You are currently viewing SemiWiki as a guest which gives you limited access to the site. To view blog comments and experience other SemiWiki features you must be a registered member. Registration is fast, simple, and absolutely free so please, join our community today!
After weeks of speculation, we are breaking news here and on ServeTheHome that Intel has made a titanic roadmap shift, with an entire next-gen Intel Diamond Rapids Xeon line being removed from the roadmap. Here, we are going into a bit about the “why” we have heard from various partners and then the market impacts. If you saw this week’s AMD Financial Analyst Day 2025, and the claim that AMD had a path to 50% server market share, this is likely to help that cause.
We have removed Diamond Rapids 8CH from our roadmap. We’re simplifying the Diamond Rapids platform with a focus on 16 Channel processors and extending its benefits down the stack to support a range of unique customers and their use cases. (Source: Intel Spokesperson to STH)
This seems like a very strange decision. Are Intel conceding the server market to AMD? I'm sure their margins have shrunk now. But what will they do instead in servers? Maybe sell their stockpiles of prior cpus?
Color me confused.
ETA now that I've read the report, it seems more nuanced than what I first thought. Still somewhat confused though.
"Extending it's benefits down the stack" tells me that they're just going to use the 16 channel version and 'down bin it' for the whole range. That must mean they don't see the cost difference of developing multiple solutions as worth it vs what is expected to sell.
- They can easily just disable memory channels to serve some other markets
- They expect demand to be drive primarily by AI applications - where bandwidth is everything.
- The performance uplift for 'lower channel versions' isn't good enough to make new SKUs; (IIRC - there was some wording by Intel that DR wasn't as competitive as they hoped?)
The 8 channel Xeons were the mainstream of Intel's server market, *including* AI servers that are offered by Dell/Lenovo, etc. The reason is because 12 channel is overkill for a lot of customers. You can't just "bin them down" for the same reason that you can't "bin down" i7 dies and use them for i3 products. Those products exist for a reason.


ACTIVITY >> Copy the data verbatim and leave out every picture.

--- START ---

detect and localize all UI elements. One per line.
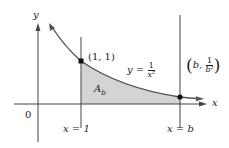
- origin-label: 0: [25, 110, 31, 120]
- close-paren: ): [214, 55, 221, 75]
- x-axis-label: x: [212, 98, 218, 108]
- x-equals-1-label: x = 1: [63, 124, 90, 134]
- diagram-graphics: [0, 0, 229, 148]
- point-b-x: b,: [193, 59, 203, 70]
- equation-fraction: 1 x²: [147, 62, 155, 79]
- x-axis-arrow-icon: [199, 102, 207, 107]
- point-b-denominator: b²: [205, 66, 213, 74]
- y-axis-arrow-icon: [36, 23, 41, 31]
- region-label: Ab: [94, 84, 106, 97]
- equation-denominator: x²: [147, 71, 155, 79]
- point-b-1-over-b-squared: [177, 94, 182, 99]
- equation-lhs: y =: [127, 64, 144, 75]
- point-b-fraction: 1 b²: [205, 57, 213, 74]
- y-axis-label: y: [33, 10, 39, 20]
- curve-right-arrow-icon: [196, 96, 204, 101]
- open-paren: (: [186, 55, 193, 75]
- x-equals-b-label: x = b: [167, 124, 194, 134]
- point-1-1: [79, 59, 84, 64]
- region-label-subscript: b: [101, 89, 105, 97]
- point-b-label: (b, 1 b² ): [186, 57, 220, 74]
- point-1-1-label: (1, 1): [88, 52, 115, 62]
- curve-equation-label: y = 1 x²: [127, 62, 155, 79]
- improper-integral-diagram: y x 0 (1, 1) y = 1 x² (b, 1 b² ) Ab x = …: [0, 0, 229, 148]
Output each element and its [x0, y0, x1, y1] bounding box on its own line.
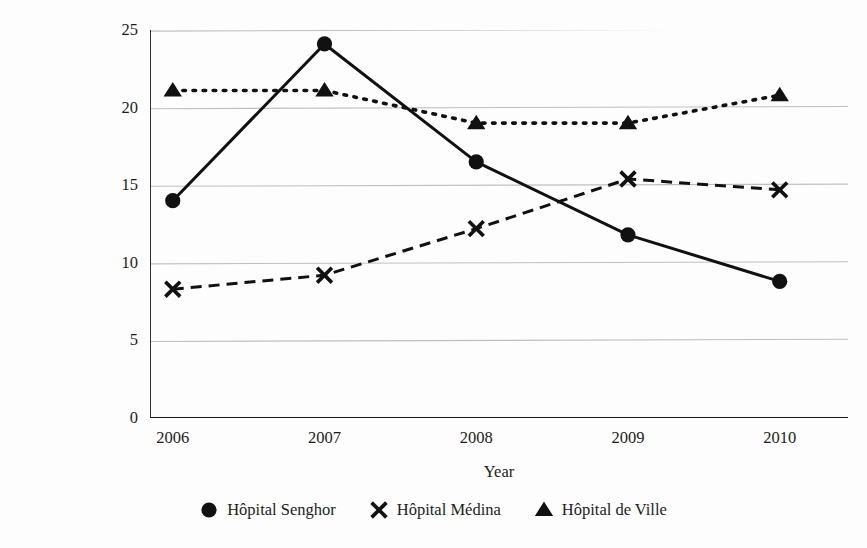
data-point: [469, 221, 484, 236]
series-1: [165, 36, 787, 289]
data-point: [164, 82, 182, 97]
x-marker-icon: [370, 501, 388, 519]
legend-item: Hôpital de Ville: [535, 500, 667, 520]
data-point: [620, 227, 635, 242]
data-point: [165, 193, 180, 208]
x-tick-label: 2007: [285, 428, 365, 448]
chart-legend: Hôpital SenghorHôpital MédinaHôpital de …: [0, 500, 867, 520]
data-point: [772, 274, 787, 289]
y-tick-label: 0: [94, 410, 138, 427]
triangle-marker-icon: [535, 501, 553, 519]
legend-label: Hôpital Médina: [397, 500, 501, 520]
y-tick-label: 10: [94, 255, 138, 272]
gridline: [150, 107, 848, 109]
x-tick-label: 2006: [133, 428, 213, 448]
x-tick-label: 2009: [588, 428, 668, 448]
data-point: [469, 154, 484, 169]
x-tick-label: 2008: [436, 428, 516, 448]
plot-svg: [150, 30, 848, 418]
legend-item: Hôpital Médina: [370, 500, 501, 520]
series-3: [164, 82, 789, 129]
circle-marker-icon: [200, 501, 218, 519]
y-tick-label: 5: [94, 332, 138, 349]
legend-label: Hôpital de Ville: [562, 500, 667, 520]
legend-item: Hôpital Senghor: [200, 500, 336, 520]
gridline: [150, 262, 848, 264]
plot-area: [150, 30, 848, 418]
series-line: [173, 179, 780, 289]
data-point: [317, 36, 332, 51]
gridline: [150, 30, 848, 31]
x-tick-label: 2010: [740, 428, 820, 448]
legend-label: Hôpital Senghor: [227, 500, 336, 520]
y-tick-label: 15: [94, 177, 138, 194]
y-tick-label: 25: [94, 22, 138, 39]
x-axis-title: Year: [150, 462, 848, 482]
series-2: [165, 172, 787, 297]
data-point: [771, 87, 789, 102]
y-tick-label: 20: [94, 100, 138, 117]
gridline: [150, 339, 848, 341]
chart-figure: Percentage of admissions (%) 0510152025 …: [0, 0, 867, 548]
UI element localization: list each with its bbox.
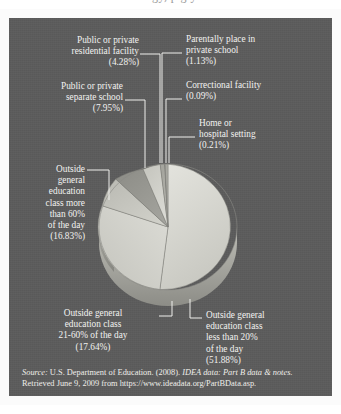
source-prefix: Source: [22,368,48,377]
leader-parentally-placed [162,53,182,163]
label-residential-facility: Public or private residential facility (… [29,35,139,69]
source-line1-italic: IDEA data: Part B data & notes. [182,368,292,377]
label-home-hospital: Home or hospital setting (0.21%) [199,118,327,152]
label-correctional-facility: Correctional facility (0.09%) [186,80,326,102]
label-less-than-20: Outside general education class less tha… [206,310,326,366]
figure-frame: Public or private residential facility (… [0,9,341,405]
cropped-title-remnant: gy, p g y [152,0,197,4]
cropped-title-strip: gy, p g y [0,0,341,9]
chart-panel: Public or private residential facility (… [9,18,332,396]
source-line1-plain: U.S. Department of Education. (2008). [48,368,182,377]
label-21-60: Outside general education class 21-60% o… [29,308,157,353]
label-more-than-60: Outside general education class more tha… [17,164,85,242]
leader-home-hospital [169,137,195,163]
leader-correctional-facility [166,99,182,163]
source-note-line1: Source: U.S. Department of Education. (2… [22,367,322,378]
label-parentally-placed: Parentally place in private school (1.13… [186,34,326,68]
label-separate-school: Public or private separate school (7.95%… [25,81,123,115]
leader-separate-school [125,100,145,168]
leader-residential-facility [140,54,160,163]
source-note-line2: Retrieved June 9, 2009 from https://www.… [22,378,322,389]
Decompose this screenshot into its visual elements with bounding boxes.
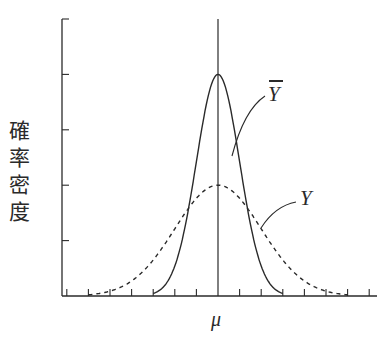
normal-distribution-chart: 確 率 密 度 Y Y μ (0, 0, 390, 341)
y-axis-label-char: 率 (6, 145, 32, 172)
sample-mean-label: Y (268, 84, 280, 105)
population-label: Y (300, 188, 312, 209)
population-leader-line (261, 202, 296, 228)
y-axis-label-char: 度 (6, 199, 32, 226)
y-axis-label-char: 確 (6, 118, 32, 145)
sample-mean-label-text: Y (268, 82, 280, 106)
plot-area (0, 0, 390, 341)
mean-mu-label: μ (211, 309, 221, 329)
y-axis-label: 確 率 密 度 (6, 118, 32, 226)
overbar (269, 80, 283, 82)
y-axis-label-char: 密 (6, 172, 32, 199)
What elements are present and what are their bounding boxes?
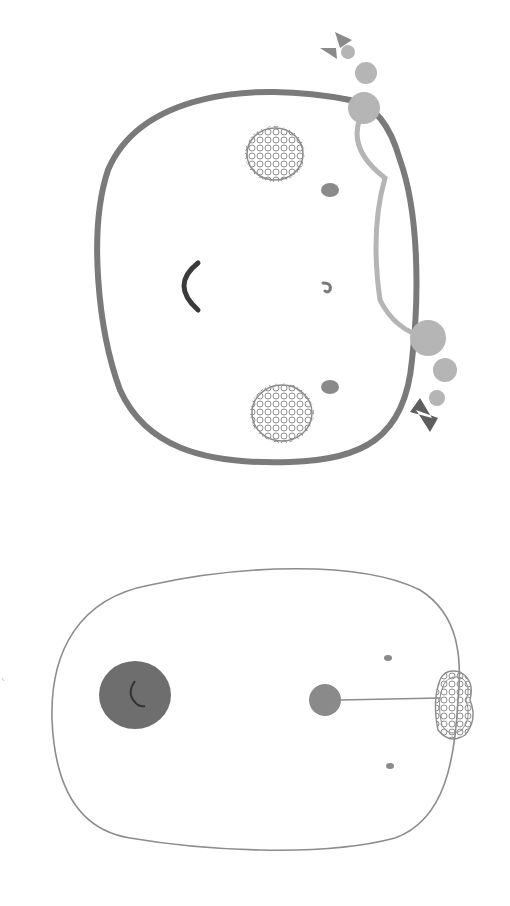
eye-dot-bottom xyxy=(321,380,339,394)
blush-scribble-bottom xyxy=(250,383,314,443)
open-mouth xyxy=(99,661,171,729)
hair-bun-scribble xyxy=(435,671,473,739)
top-face xyxy=(97,32,457,462)
illustration-canvas xyxy=(0,0,510,906)
nose xyxy=(323,283,330,292)
edge-mark xyxy=(2,678,4,681)
mouth-arc xyxy=(184,263,198,310)
eye-dot-top xyxy=(321,183,339,197)
eye-dot-bottom xyxy=(386,763,394,769)
bottom-face xyxy=(52,569,473,850)
nose-ball xyxy=(309,684,341,716)
pigtail-bow-top xyxy=(320,32,380,124)
blush-scribble-top xyxy=(245,126,305,182)
stem-line xyxy=(340,698,440,700)
eye-dot-top xyxy=(384,655,392,661)
pigtail-bow-bottom xyxy=(410,320,457,432)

--- END ---

SOLVED EXERCISE >>
detect and localize all UI elements. One per line.
- origin-label: 0: [25, 110, 31, 120]
- close-paren: ): [214, 55, 221, 75]
- x-axis-label: x: [212, 98, 218, 108]
- x-equals-1-label: x = 1: [63, 124, 90, 134]
- diagram-graphics: [0, 0, 229, 148]
- point-b-x: b,: [193, 59, 203, 70]
- equation-fraction: 1 x²: [147, 62, 155, 79]
- x-axis-arrow-icon: [199, 102, 207, 107]
- point-b-denominator: b²: [205, 66, 213, 74]
- y-axis-arrow-icon: [36, 23, 41, 31]
- region-label: Ab: [94, 84, 106, 97]
- equation-denominator: x²: [147, 71, 155, 79]
- point-b-1-over-b-squared: [177, 94, 182, 99]
- equation-lhs: y =: [127, 64, 144, 75]
- point-b-fraction: 1 b²: [205, 57, 213, 74]
- y-axis-label: y: [33, 10, 39, 20]
- curve-right-arrow-icon: [196, 96, 204, 101]
- open-paren: (: [186, 55, 193, 75]
- x-equals-b-label: x = b: [167, 124, 194, 134]
- point-1-1: [79, 59, 84, 64]
- region-label-subscript: b: [101, 89, 105, 97]
- point-b-label: (b, 1 b² ): [186, 57, 220, 74]
- point-1-1-label: (1, 1): [88, 52, 115, 62]
- curve-equation-label: y = 1 x²: [127, 62, 155, 79]
- improper-integral-diagram: y x 0 (1, 1) y = 1 x² (b, 1 b² ) Ab x = …: [0, 0, 229, 148]
Output each element and its [x0, y0, x1, y1] bounding box on its own line.
data-point: [469, 221, 484, 236]
series-1: [165, 36, 787, 289]
data-point: [164, 82, 182, 97]
x-marker-icon: [370, 501, 388, 519]
legend-item: Hôpital de Ville: [535, 500, 667, 520]
data-point: [620, 227, 635, 242]
data-point: [165, 193, 180, 208]
x-tick-label: 2007: [285, 428, 365, 448]
chart-legend: Hôpital SenghorHôpital MédinaHôpital de …: [0, 500, 867, 520]
data-point: [772, 274, 787, 289]
y-tick-label: 0: [94, 410, 138, 427]
triangle-marker-icon: [535, 501, 553, 519]
legend-label: Hôpital Médina: [397, 500, 501, 520]
y-tick-label: 10: [94, 255, 138, 272]
gridline: [150, 107, 848, 109]
x-tick-label: 2006: [133, 428, 213, 448]
x-tick-label: 2009: [588, 428, 668, 448]
data-point: [469, 154, 484, 169]
x-tick-label: 2008: [436, 428, 516, 448]
plot-svg: [150, 30, 848, 418]
legend-item: Hôpital Médina: [370, 500, 501, 520]
series-3: [164, 82, 789, 129]
circle-marker-icon: [200, 501, 218, 519]
y-tick-label: 5: [94, 332, 138, 349]
legend-label: Hôpital de Ville: [562, 500, 667, 520]
legend-item: Hôpital Senghor: [200, 500, 336, 520]
gridline: [150, 262, 848, 264]
plot-area: [150, 30, 848, 418]
series-line: [173, 179, 780, 289]
data-point: [317, 36, 332, 51]
gridline: [150, 30, 848, 31]
x-tick-label: 2010: [740, 428, 820, 448]
legend-label: Hôpital Senghor: [227, 500, 336, 520]
y-tick-label: 15: [94, 177, 138, 194]
y-tick-label: 25: [94, 22, 138, 39]
x-axis-title: Year: [150, 462, 848, 482]
series-2: [165, 172, 787, 297]
data-point: [771, 87, 789, 102]
y-tick-label: 20: [94, 100, 138, 117]
gridline: [150, 339, 848, 341]
chart-figure: Percentage of admissions (%) 0510152025 …: [0, 0, 867, 548]
UI element localization: list each with its bbox.
source-prefix: Source: [22,368,48,377]
leader-parentally-placed [162,53,182,163]
label-residential-facility: Public or private residential facility (… [29,35,139,69]
source-line1-italic: IDEA data: Part B data & notes. [182,368,292,377]
label-home-hospital: Home or hospital setting (0.21%) [199,118,327,152]
label-correctional-facility: Correctional facility (0.09%) [186,80,326,102]
label-less-than-20: Outside general education class less tha… [206,310,326,366]
figure-frame: Public or private residential facility (… [0,9,341,405]
cropped-title-remnant: gy, p g y [152,0,197,4]
cropped-title-strip: gy, p g y [0,0,341,9]
chart-panel: Public or private residential facility (… [9,18,332,396]
source-line1-plain: U.S. Department of Education. (2008). [48,368,182,377]
label-21-60: Outside general education class 21-60% o… [29,308,157,353]
label-more-than-60: Outside general education class more tha… [17,164,85,242]
leader-home-hospital [169,137,195,163]
leader-correctional-facility [166,99,182,163]
source-note-line1: Source: U.S. Department of Education. (2… [22,367,322,378]
label-parentally-placed: Parentally place in private school (1.13… [186,34,326,68]
label-separate-school: Public or private separate school (7.95%… [25,81,123,115]
leader-separate-school [125,100,145,168]
leader-residential-facility [140,54,160,163]
source-note-line2: Retrieved June 9, 2009 from https://www.… [22,378,322,389]
Decompose this screenshot into its visual elements with bounding boxes.
normal-distribution-chart: 確 率 密 度 Y Y μ (0, 0, 390, 341)
y-axis-label-char: 率 (6, 145, 32, 172)
sample-mean-label: Y (268, 84, 280, 105)
population-label: Y (300, 188, 312, 209)
population-leader-line (261, 202, 296, 228)
y-axis-label-char: 度 (6, 199, 32, 226)
y-axis-label-char: 確 (6, 118, 32, 145)
sample-mean-label-text: Y (268, 82, 280, 106)
plot-area (0, 0, 390, 341)
mean-mu-label: μ (211, 309, 221, 329)
y-axis-label: 確 率 密 度 (6, 118, 32, 226)
overbar (269, 80, 283, 82)
y-axis-label-char: 密 (6, 172, 32, 199)
What elements are present and what are their bounding boxes?
eye-dot-bottom xyxy=(321,380,339,394)
blush-scribble-bottom xyxy=(250,383,314,443)
open-mouth xyxy=(99,661,171,729)
hair-bun-scribble xyxy=(435,671,473,739)
top-face xyxy=(97,32,457,462)
illustration-canvas xyxy=(0,0,510,906)
nose xyxy=(323,283,330,292)
edge-mark xyxy=(2,678,4,681)
mouth-arc xyxy=(184,263,198,310)
eye-dot-top xyxy=(321,183,339,197)
eye-dot-bottom xyxy=(386,763,394,769)
bottom-face xyxy=(52,569,473,850)
nose-ball xyxy=(309,684,341,716)
pigtail-bow-top xyxy=(320,32,380,124)
blush-scribble-top xyxy=(245,126,305,182)
stem-line xyxy=(340,698,440,700)
eye-dot-top xyxy=(384,655,392,661)
pigtail-bow-bottom xyxy=(410,320,457,432)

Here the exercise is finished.